Most brands have such tagged bags but they only really figure largely in catering type scenarios such as trains, and hotel rooms. The ones on our site are various one off promotional ones and I suppose they like the tag as it adds branding.

So really the only advice I can offer is to start taking teaspoons more seriously.


Rachel Pearce
Chocolate


HobNob Review
Nicey replies: Yours is not the only message we have had about this, and indeed I was unable to find any when I last visited a Sainsbury's. Given the steadfast following that it enjoys it is a mystery as to why its failing to grace many a supermarket shelf. I'm assuming the demand is there, I don't imagine there is a problem with supply so I'm as perplexed as you.

Finnbar


Jacob's Orange Club Review
Nicey replies: I used to use one of those binocular microscopes as a student to do insect dissections. I remember a fairly gross incident with a cockroach where its head, which I had been instructed to remove, crawled back into my field of view using its antennae. As I recall I spent the rest of the practical in the tea room dissecting a Jacob's Orange Club biscuit instead.

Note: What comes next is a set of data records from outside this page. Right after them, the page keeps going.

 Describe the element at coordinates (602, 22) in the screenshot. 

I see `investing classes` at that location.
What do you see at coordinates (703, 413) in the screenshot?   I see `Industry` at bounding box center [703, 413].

Anyhow sounds like you had a dream job there, although I'm not sure whose dream it was.


Rew Reynolds
Tea


McVities Milk Chocolate Digestive Review
Nicey replies: Mr Rew,

These are common problems faced by most office workers. The problem is the basic conflict between peoples individual preferences in tea and the need some people seem to have for their tea to be made for them. Personally I've always found large tea rotas to be a pain. As you point out the tea is often made by people with odd and unpalatable personal tea habits. Sometimes there is a tendency for too many cups of tea to made if the rota is large as people just like the excuse to slope off for a while on the pretence of performing the altruistic task of tea making.

I've always suspected that those who most vocally insist that everybody makes cups of tea for everybody else are in-fact missing the attention of their parents who probably waited on them hand and foot for years.

I've always preferred making my own tea, rather than having some teabag squeezer or too-much-milk type forcing some dreadful brew upon me. A small select micro-rota of no more than three people with those who I actually like and have trained to make tea correctly to my specifications is about as for it goes for me.

As for the biscuits this too is sadly inevitable. You'll need to tell everyone in no uncertain terms that they either take turns buying the biscuits or they can take a hike. They should respect your position on this one, and you'll have set the stage for you to dish out withering remarks about pinching biscuits to the transgressors, which should cheer you up.


Revd. Stephen Day
The FrenchHolidays


Cornish Fairings Review
Nicey replies: Hi Steve,

Thanks for the on the spot reporting on important Cornish biscuit matters. Lets hope they can sort it out.

We had a lovely time in France, no blisters although it may take some time to erase the psychological scaring of having to play mini-golf in torrential rain.